The grant would be utilised for social mobilisation activities focused at more than 4,300 high-risk communities in Uttar Pradesh and Bihar.

“This tremendous support comes at a crucial time for the polio eradication effort,” said Gianni Murzi, Unicef Representative in India.

“It allows us to continue our intensive effort to engage with families around the need to protect every child against this disease by ensuring they receive oral polio vaccines.” Murzi said.

He expressed confidence that with support from Rotary, and other partners such as USAID, DFID and the government of Canada, Unicef would be able to ensure strong communication support to the national and state governments throughout 2008.

In 2007, Bihar surpassed Uttar Pradesh in the number of polio cases. While Bihar reported 477 cases last year as against 61 cases in 2006, Uttar Pradesh showed a remarkable progress by reporting 337 cases as against nearly 600 cases in 2006.

The current grant comes on top of another $3 million grant awarded to Unicef in November 2007 for polio communication activities this year, said Alka Gupta, a communication officer with Unicef.

Rotary International also extended $2.65 million grant to WHO, which will be used to support high-quality surveillance for polioviruses by its National Polio Surveillance Project – India, the UN body said.
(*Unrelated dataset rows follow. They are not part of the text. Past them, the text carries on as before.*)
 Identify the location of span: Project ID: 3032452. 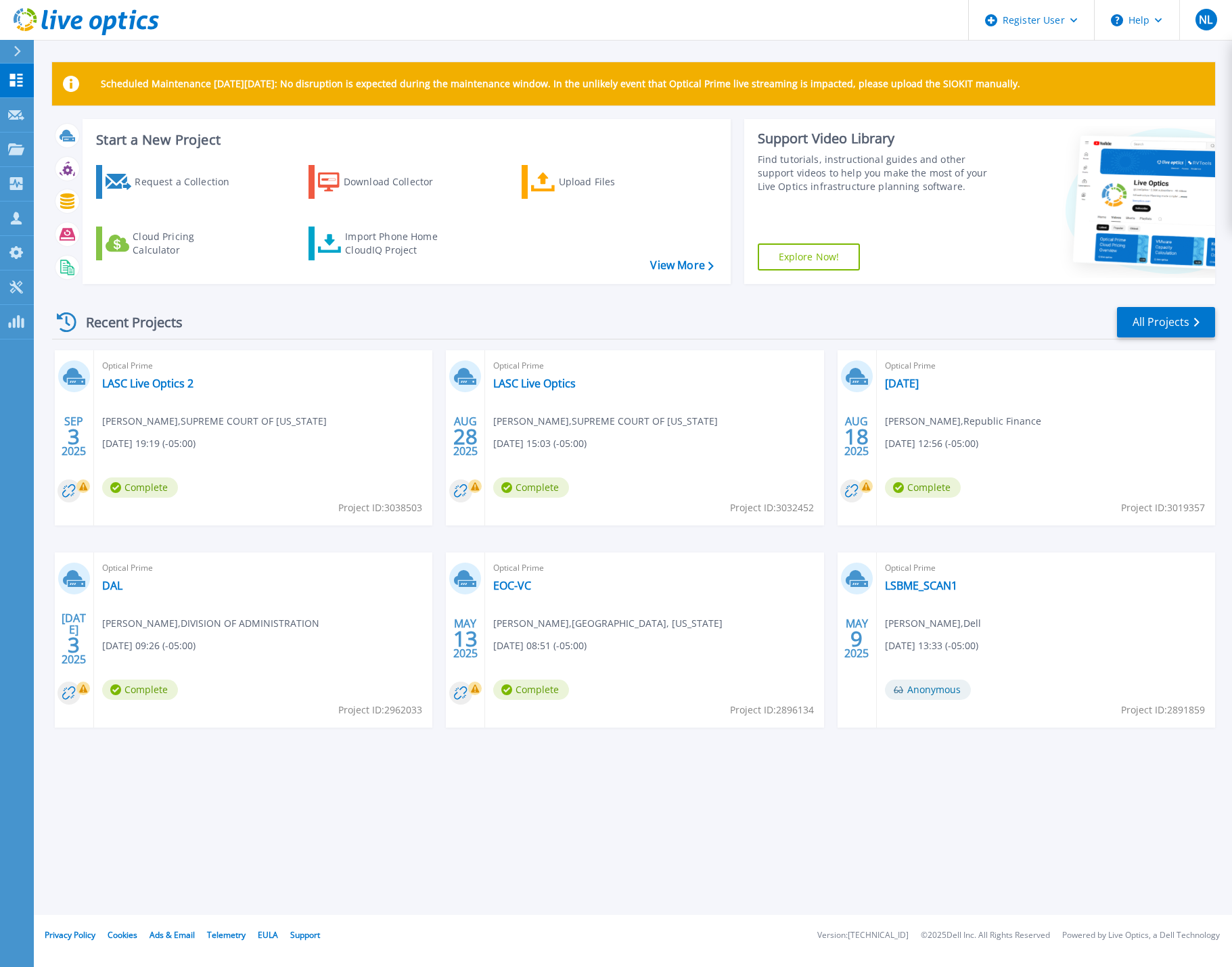
(772, 508).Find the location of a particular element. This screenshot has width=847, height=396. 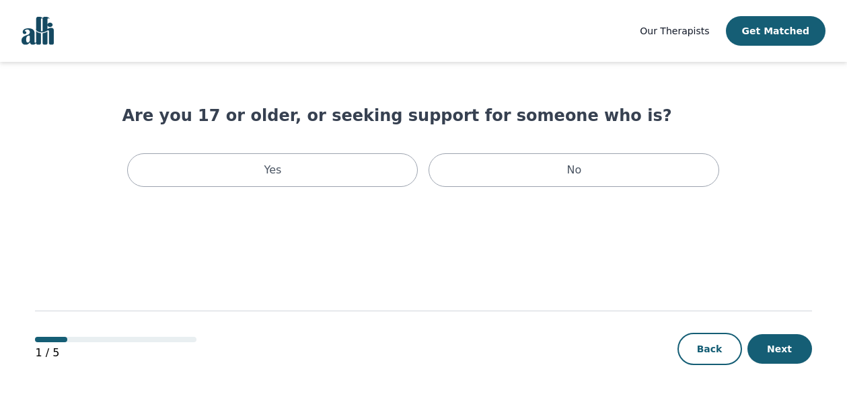

span: Our Therapists is located at coordinates (674, 31).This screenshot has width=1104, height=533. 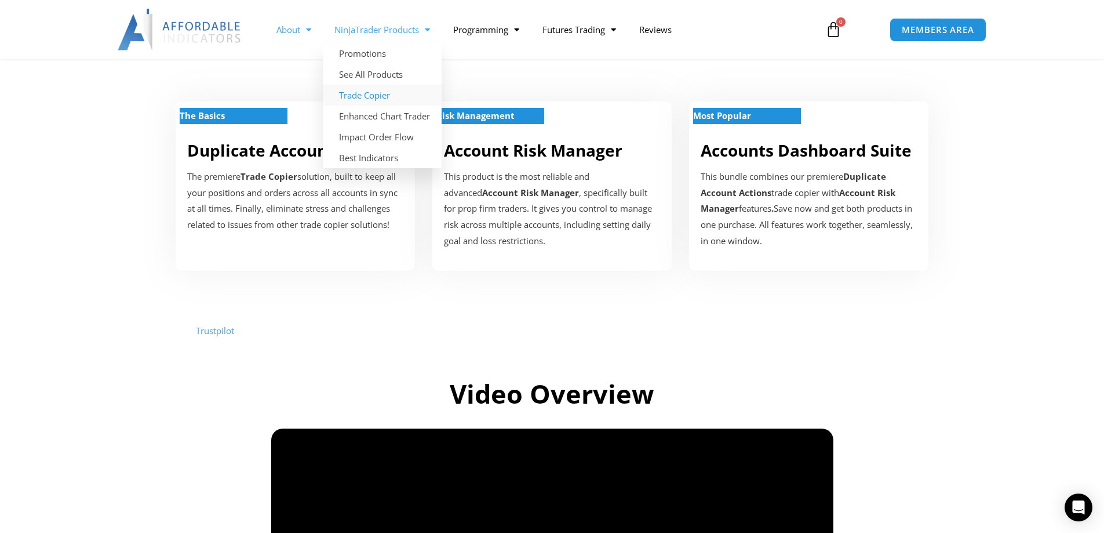 What do you see at coordinates (295, 201) in the screenshot?
I see `p: The premiere solution, built to keep all your positions and orders across all accounts in sync at...` at bounding box center [295, 201].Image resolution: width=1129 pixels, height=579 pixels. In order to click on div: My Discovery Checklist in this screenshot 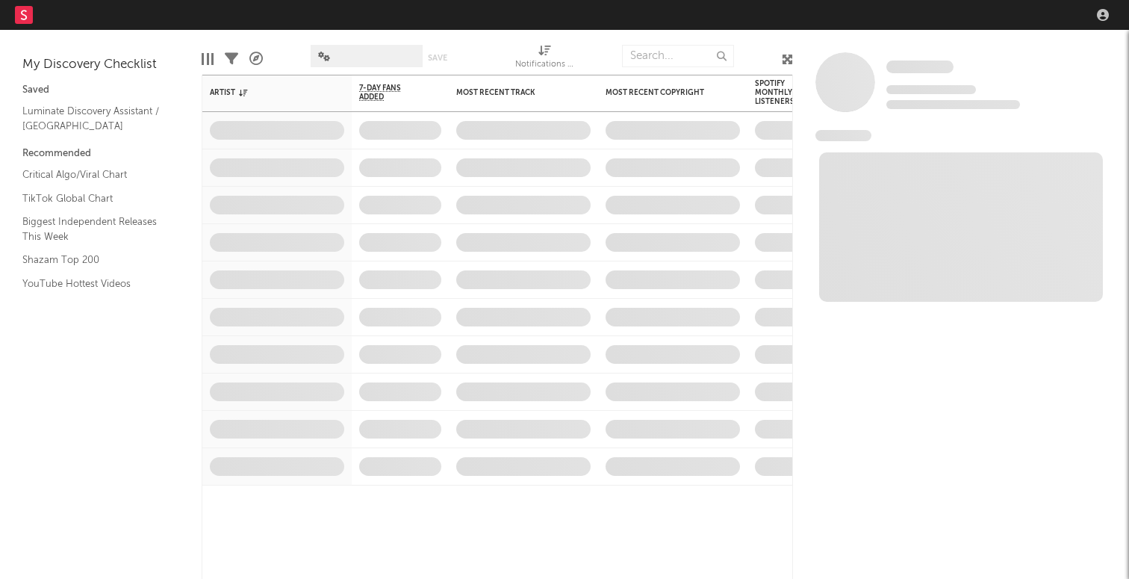, I will do `click(101, 65)`.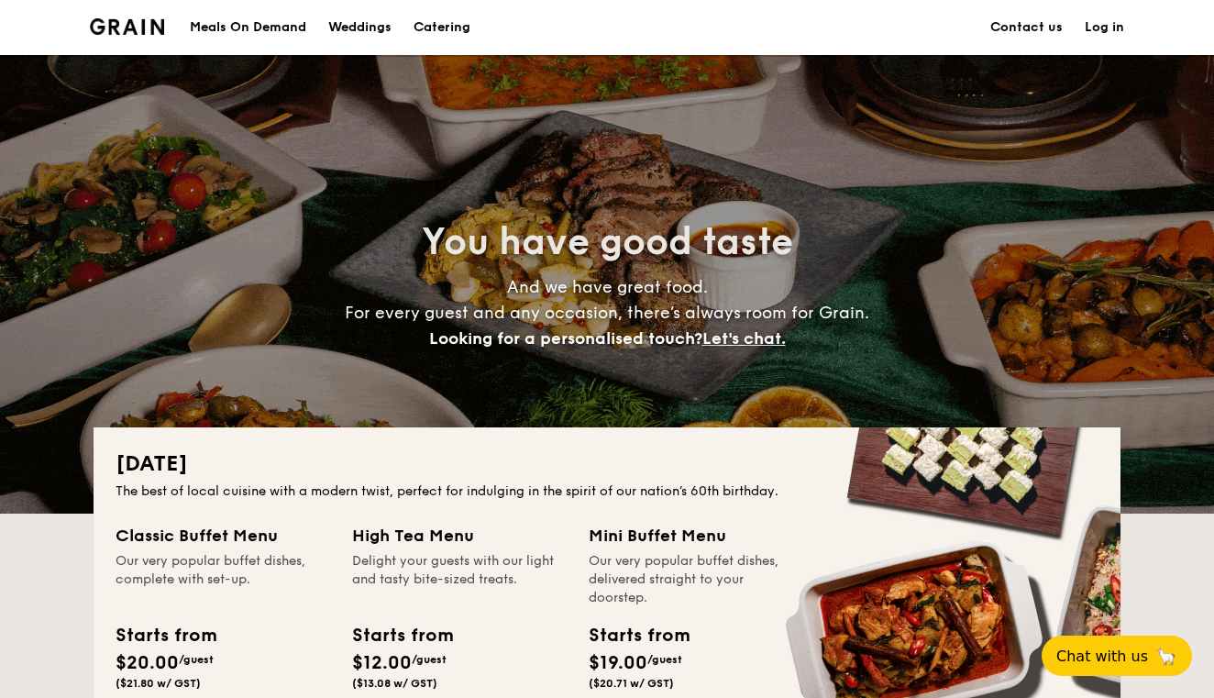 Image resolution: width=1214 pixels, height=698 pixels. I want to click on span: $12.00, so click(381, 663).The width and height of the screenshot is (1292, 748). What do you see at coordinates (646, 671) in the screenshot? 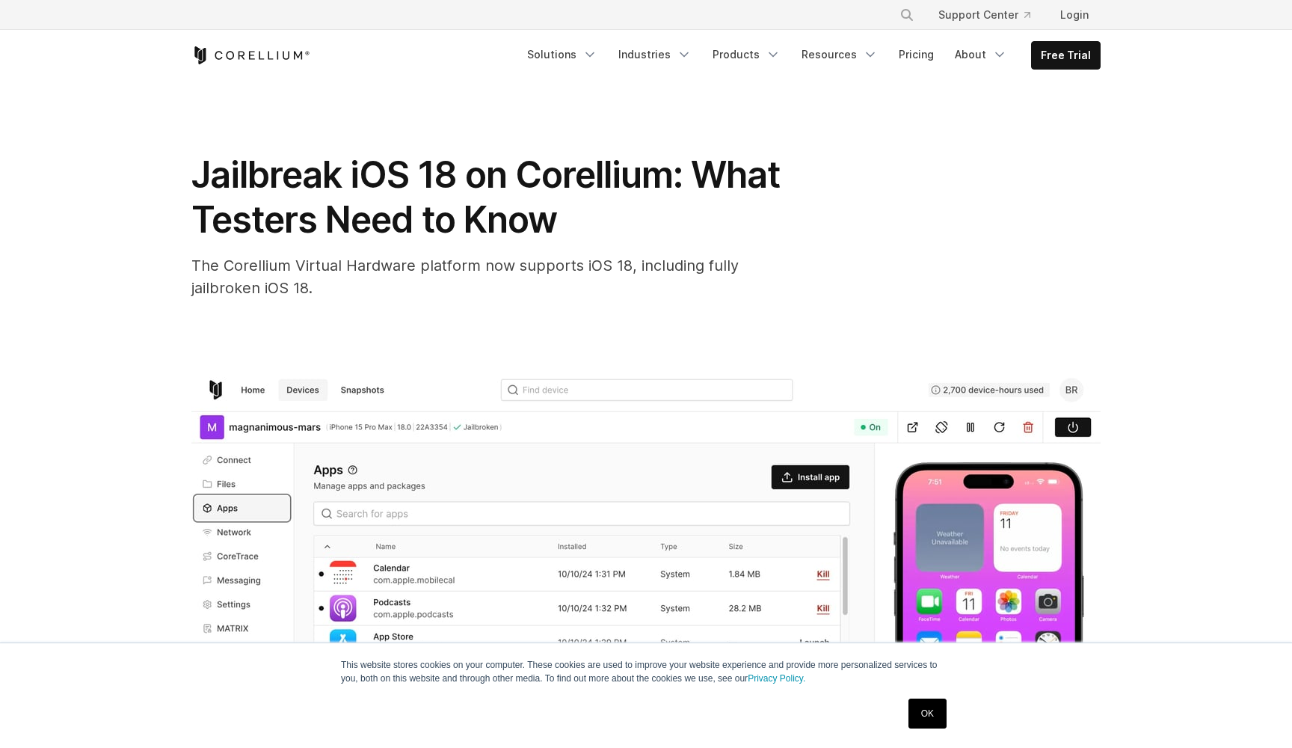
I see `p: This website stores cookies on your computer. These cookies are used to improve your website expe...` at bounding box center [646, 671].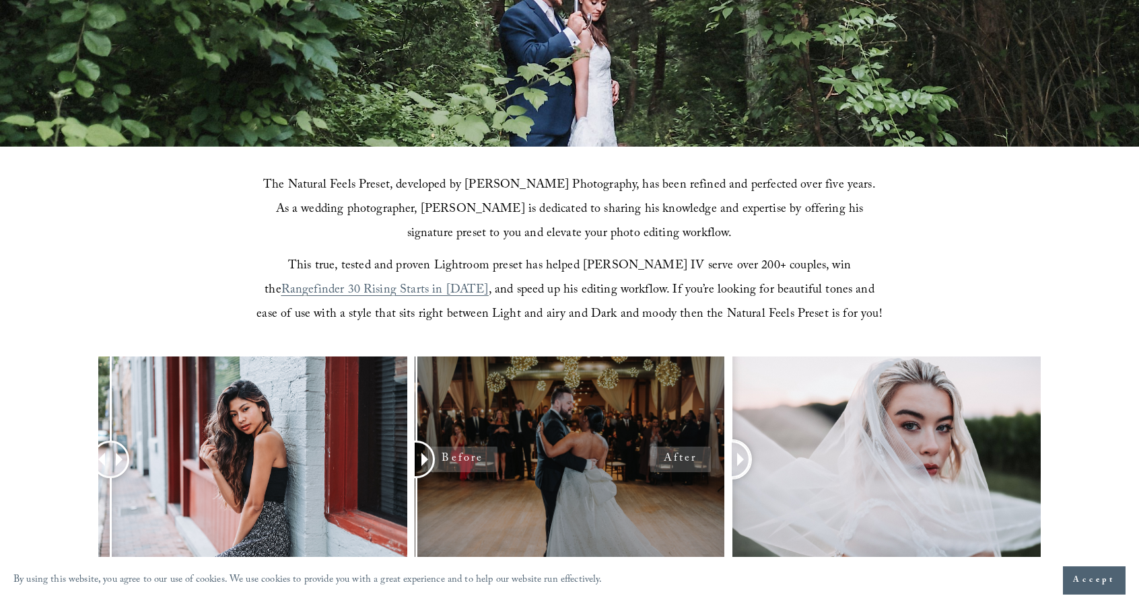 The height and width of the screenshot is (604, 1139). Describe the element at coordinates (1093, 581) in the screenshot. I see `span: Accept` at that location.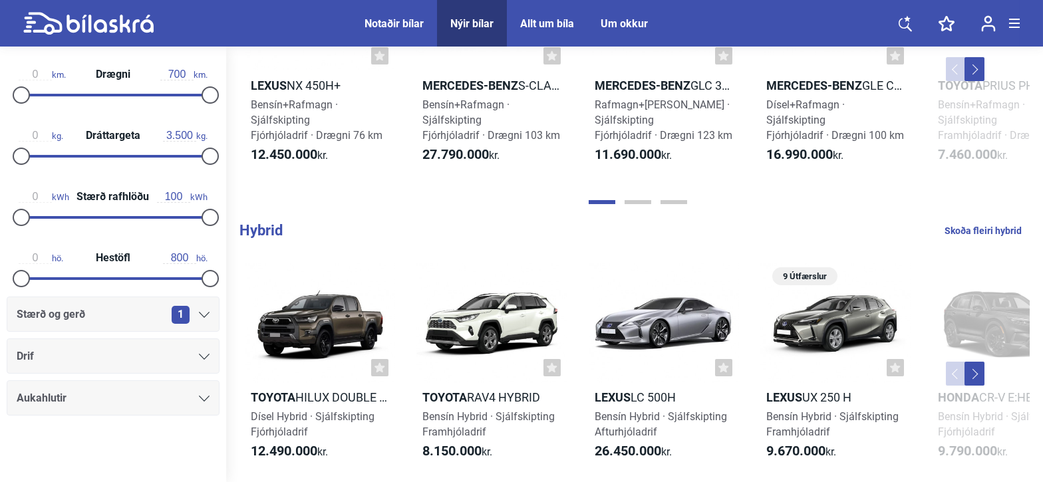  I want to click on span: Dísel+Rafmagn · Sjálfskipting Fjórhjóladrif · Drægni 100 km, so click(835, 120).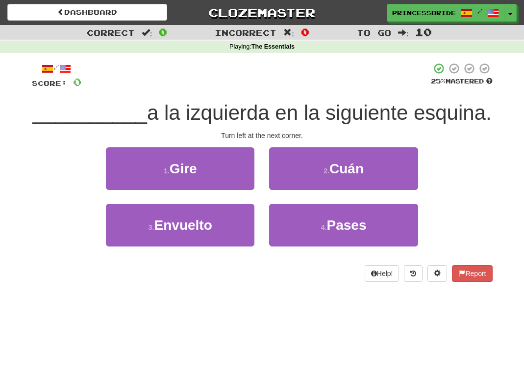 This screenshot has width=524, height=383. Describe the element at coordinates (262, 12) in the screenshot. I see `a: Clozemaster` at that location.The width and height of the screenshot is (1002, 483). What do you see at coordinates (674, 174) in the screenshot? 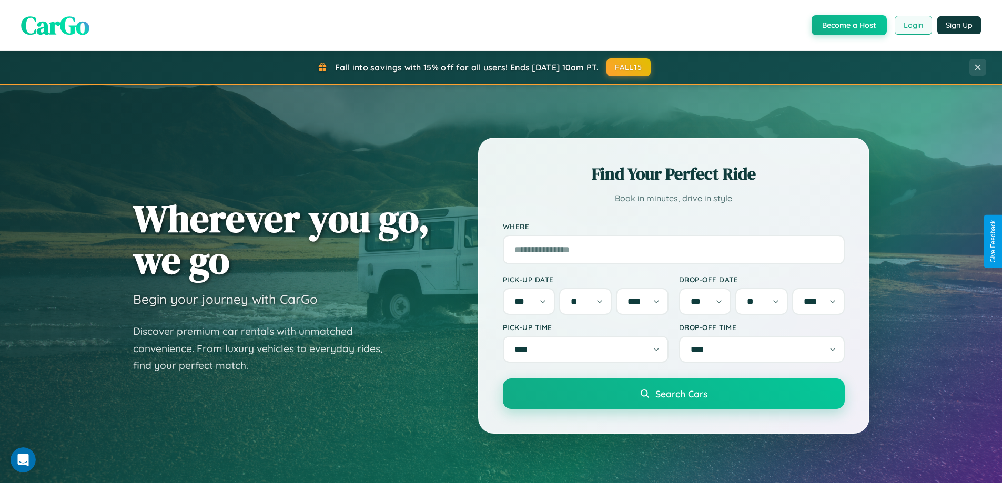
I see `h2: Find Your Perfect Ride` at bounding box center [674, 174].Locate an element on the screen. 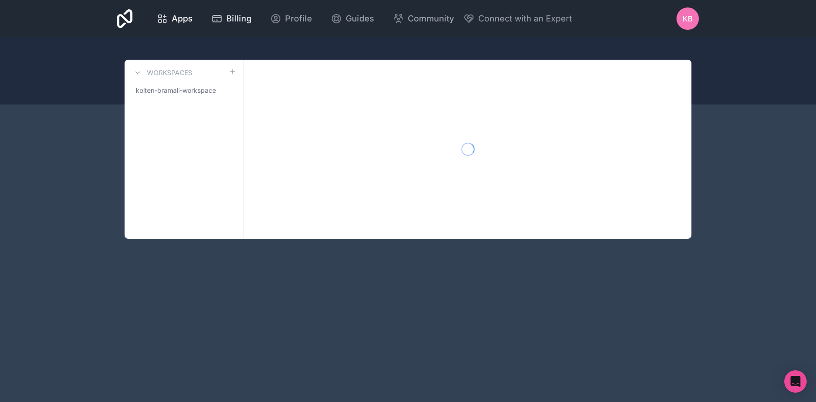  span: Connect with an Expert is located at coordinates (525, 19).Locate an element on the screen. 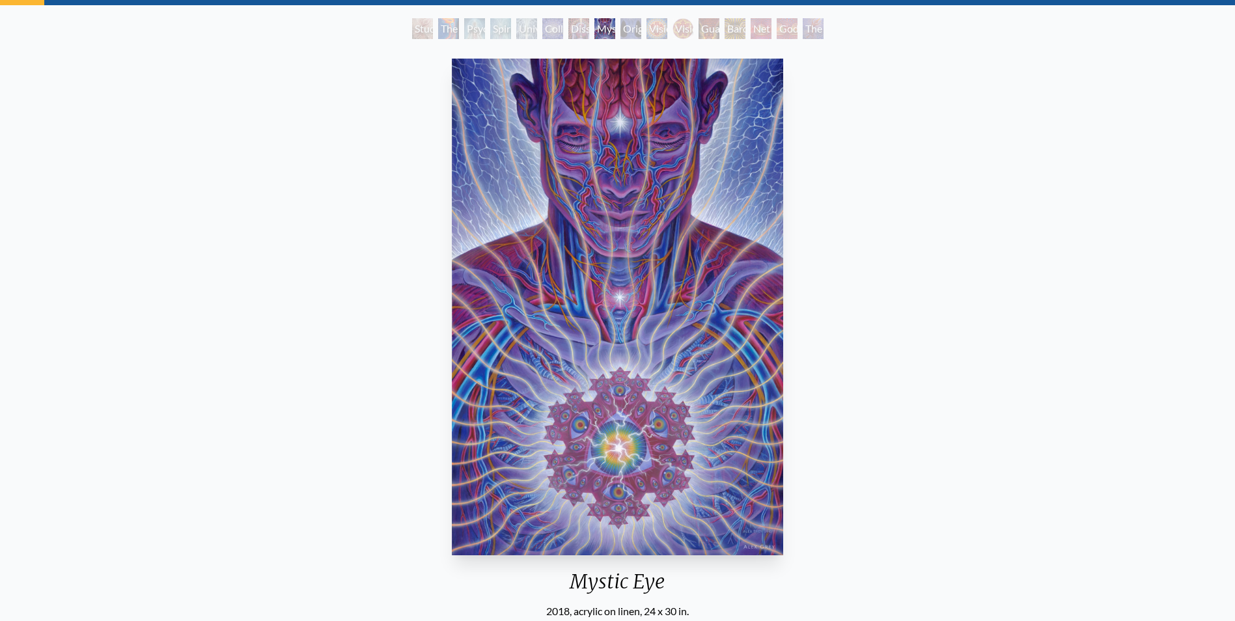  div: Vision Crystal is located at coordinates (657, 29).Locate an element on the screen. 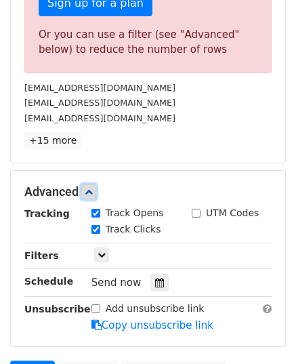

WHO representative to India Salim Habayeb said: “Good quality surveillance for communicable childhood diseases, most notably including polio, is central to the success of India’s development efforts and its national programmes under the overall umbrella of the government’s commendable National Rural Health Mission.”

“Rotary International is a cherished partner and its generous funding to WHO’s technical support will ensure the continuation of high-quality surveillance and the sustainability of technical assistance and capacity-building provided by WHO to confront preventable childhood diseases in India,” he added.

Deepak Kapur, Chairman, India National Polio-Plus Committee of Rotary International, said that intensifying communication efforts now is critical to breaking virus transmission.

“We have made unprecedented progress in the last few months in stopping the transmission of Type 1 (most virulent form of virus) polio in parts of Uttar Pradesh that had never been polio-free.

“Now is the time to step up the momentum to get polio out of India forever. Communication is necessary in getting families to understand the benefits of immunization and is a critical piece of the overall strategy to make that happen. This investment with UNICEF will help us get to our goal faster,” he said.

Among other initiatives, this fund, the Unicef said, will help it deploy 4,045 community mobilisers in 40 districts of Uttar Pradesh and Bihar. It will also seek the experts’ help to ward off religious reservation on polio immunisation drive and carry out education, information and communication campaigns there.